When I lived in Seattle, I biked like a demon through its jagged topography. I couldn't afford a car, and the stereotype is true that most of the year Seattle is moist, its roads unamenable to braking. I purchased instead a Gore-Tex (TM) jacket, and received free with my purchase a long-sleeved T-shirt that bore the opening stanza from Robert Creeley's "Rain":
All night the sound
had come back again,
and again falls
this quiet, persistent rain.
Over the next two years, I wore that shirt to some of the most beautiful places I could imagine. I wore it while playing frisbee in Volunteer Park, a hill in the center of the city with a 360 degree view of mountains on a clear day. On most days it was a bath of mud, and I would throw myself horizontal in air to catch frisbees that some gust had suspended at the last moment, so that they and I were weightless, and snatching one was like picking a blackberry. I wore it hiking on Mt. Rainier, to the meadows at 9000 feet that only reveal themselves a month of every year. I wore it to alpine lakes, and I wore it while playing "Risk" in the city's coffeeshops, because there's nothing like cotton comfort when rolling a few armies into Irkutsk.
Naturally, Creeley's stanza worked its way into each of these moments. I would look out the window, or sit on the sidelines, or break for a drink, and the lines would come back to me, for in the same way the words invoke the soft repetition of rain (You don't believe? Listen for the n's...), the actual rain for me came to conjure the words, so that long before I read the whole of the poem, I was hearing Creeley everywhere.
Great poetry for me is more than an experience of reading. It is a process of remembering. It's a little like Goethe's Faust, who longed for a moment that would be so beautiful that he would wish to suspend time. If I find language striking, it works in me, and I feel joy at its unexpected resurfacing. I want it to linger. It's not just that there's this poem out there, "Rain," by Robert Creeley, that will yield itself to close reading -- and let me emphasize that I also enjoy the line-by-line parsing of poetry -- it's that there is a "Rain" that I carry around, a rain in august, that shapes the way I encounter the world.

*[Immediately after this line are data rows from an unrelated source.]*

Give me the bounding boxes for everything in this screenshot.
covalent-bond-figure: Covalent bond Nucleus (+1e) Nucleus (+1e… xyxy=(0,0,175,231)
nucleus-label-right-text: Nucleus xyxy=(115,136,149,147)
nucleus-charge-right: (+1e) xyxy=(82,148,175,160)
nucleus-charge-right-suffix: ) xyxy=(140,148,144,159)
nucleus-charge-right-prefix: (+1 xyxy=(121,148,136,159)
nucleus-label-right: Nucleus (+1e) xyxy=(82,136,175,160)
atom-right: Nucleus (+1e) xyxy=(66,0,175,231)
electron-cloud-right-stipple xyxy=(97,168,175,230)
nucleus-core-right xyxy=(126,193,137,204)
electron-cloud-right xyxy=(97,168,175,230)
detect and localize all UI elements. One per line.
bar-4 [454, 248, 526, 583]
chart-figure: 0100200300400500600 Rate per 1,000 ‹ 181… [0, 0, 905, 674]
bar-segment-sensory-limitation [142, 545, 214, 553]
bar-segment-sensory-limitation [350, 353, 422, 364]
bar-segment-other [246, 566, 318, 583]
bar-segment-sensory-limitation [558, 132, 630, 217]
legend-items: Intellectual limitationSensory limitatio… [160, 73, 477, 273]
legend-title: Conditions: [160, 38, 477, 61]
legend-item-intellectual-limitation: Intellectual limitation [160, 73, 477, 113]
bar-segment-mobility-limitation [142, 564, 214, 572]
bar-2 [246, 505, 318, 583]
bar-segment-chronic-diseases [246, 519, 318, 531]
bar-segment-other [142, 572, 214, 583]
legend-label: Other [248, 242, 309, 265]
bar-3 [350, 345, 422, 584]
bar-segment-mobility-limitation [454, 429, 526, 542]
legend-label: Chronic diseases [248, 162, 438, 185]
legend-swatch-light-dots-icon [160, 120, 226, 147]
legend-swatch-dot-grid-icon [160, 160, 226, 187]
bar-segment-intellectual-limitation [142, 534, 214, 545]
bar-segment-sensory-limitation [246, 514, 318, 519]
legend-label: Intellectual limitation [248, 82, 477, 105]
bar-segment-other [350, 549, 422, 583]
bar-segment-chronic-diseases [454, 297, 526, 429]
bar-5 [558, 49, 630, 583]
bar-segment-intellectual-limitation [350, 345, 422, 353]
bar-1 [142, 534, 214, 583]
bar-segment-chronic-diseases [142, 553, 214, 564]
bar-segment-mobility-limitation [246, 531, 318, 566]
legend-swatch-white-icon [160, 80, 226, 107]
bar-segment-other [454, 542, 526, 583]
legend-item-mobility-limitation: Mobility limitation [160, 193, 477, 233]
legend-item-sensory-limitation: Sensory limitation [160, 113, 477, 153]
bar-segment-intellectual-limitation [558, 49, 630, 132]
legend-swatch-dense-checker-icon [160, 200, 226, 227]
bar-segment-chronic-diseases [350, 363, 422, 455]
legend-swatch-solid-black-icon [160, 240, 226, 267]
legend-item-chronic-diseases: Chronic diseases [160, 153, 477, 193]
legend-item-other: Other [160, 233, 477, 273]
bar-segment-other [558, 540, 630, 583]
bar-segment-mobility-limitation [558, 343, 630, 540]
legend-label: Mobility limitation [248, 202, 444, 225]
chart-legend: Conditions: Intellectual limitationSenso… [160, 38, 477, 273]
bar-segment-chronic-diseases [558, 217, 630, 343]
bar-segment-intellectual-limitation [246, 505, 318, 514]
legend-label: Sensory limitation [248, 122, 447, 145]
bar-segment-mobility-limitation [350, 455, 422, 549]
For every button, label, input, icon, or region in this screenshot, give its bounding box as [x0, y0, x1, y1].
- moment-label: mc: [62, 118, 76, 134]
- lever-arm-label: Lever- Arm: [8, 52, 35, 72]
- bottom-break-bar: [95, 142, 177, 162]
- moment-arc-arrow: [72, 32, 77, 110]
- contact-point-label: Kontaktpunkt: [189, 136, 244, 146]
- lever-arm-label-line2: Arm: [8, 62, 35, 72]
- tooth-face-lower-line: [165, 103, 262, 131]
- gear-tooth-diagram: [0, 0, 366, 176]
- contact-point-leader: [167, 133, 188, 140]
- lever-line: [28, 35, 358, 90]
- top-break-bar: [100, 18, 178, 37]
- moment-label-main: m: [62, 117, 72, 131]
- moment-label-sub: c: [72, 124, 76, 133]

If reading is that idiosyncratic, it's hard to have a debate. It's hard to say that I've really understood the poem, or that I get what is happening. It's entirely possible that I have missed the point entirely. And yet I think such connections and miscues are essential to what happens when I read. Part of the power of poetry is its capacity to be endlessly misunderstood. I could meet another person, April, who lived in a desert and whose life with Creeley was on of intense longing and a sense of never being totally fulfilled. We would agree about what the words say, but rain in april would seem to be a different work.
Or even the august I describe here seems a bit foreign to the person who is now writing this post, a decade after the Seattle sojourn, with the T-shirt in question long since donated in some clothing drive. In this way, my wholly individual, partisan, twisted view of the first stanza of rain raises an important question, one that I will probably mull for decades:
What am I to myself
that must be remembered,
insisted upon,
so often? ...
It is in this way that I know that Creeley has written a perfect poem.